Santa Fe tech companies receive startup grants
Two Santa Fe tech and science companies received $25,000 grants through the state Economic Development Department’s Science & Technology Business Start Up Grants program, which yesterday announced five statewide recipients from the 56 applications received. Bioscience company Avisa Diagnostics treats lung infections through its Avisa BreathTest, which produces a biomarker to identify pulmonary infections in fewer than 10 minutes.
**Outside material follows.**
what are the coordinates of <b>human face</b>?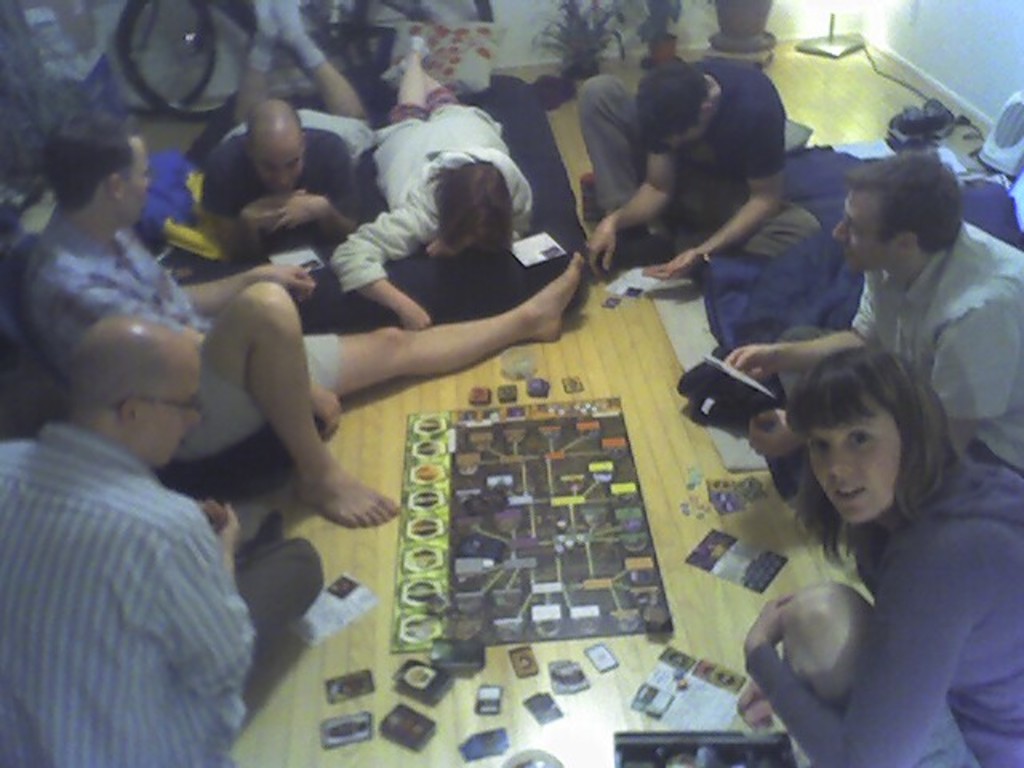
142, 349, 210, 469.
A portion of the funds will go toward the design of a device for administering the Avisa BreathTest, taking place at Santa Fe Community College. iBeam Materials, a spinoff from Los Alamos National Laboratory, has developed “technology that enables microLED displays that are super-bright, paper-thin, flexible, and power-efficient using a low-cost, scalable approach,” according to a news release, and was one of a few companies selected for strategic investments by Samsung Ventures in the microLED space. Companies in Albuquerque and Las Cruces also received grants. Economic Development Secretary Alicia J. Keyes said in a statement the grants are another way the state provides support for “early-stage entrepreneurs as they strive to bring their ideas to market and hire employees,” with Office of Science and Technology Director Myrriah Tomar noting that the Technology Research Collaborative reviewed all the applications in a “...rigorous review process with outside technical experts looking at businesses that have the best chance of success.”
Stay cool
Today will be sunny, with a high near 91 degrees and north wind 5 to 15 mph becoming southwest in the afternoon. Areas of smoke from fires burning in Arizona remains possible and part of tomorrow’s forecast. Even without the smoke, New Mexico will be experiencing high temperatures, and the health department yesterday issued a heat-related advisory, recommending residents drink water, rest and stay in the shade when temperatures are higher than 85 degrees. According to DOH, the New Mexico Environmental Public Health Tracking Program of the Epidemiology and Response Division has found via data analysis that even though a temperature of 86 degrees Fahrenheit may not seem high, people begin to go to the hospital for heat-related health problems at this temperature. Most areas in the state will have temperatures in the 90s, and into the 100s over east and southeast New Mexico. The highest temperatures are expected to occur today and tomorrow. Heat-related illness can have multiple symptoms, including dizziness, nausea, cramping and weakness; tips on avoiding and spotting heat-related illness available here.Thanks for reading! The Word has been monitoring the progress of these eaglets in Decorah, Iowa (backstory here).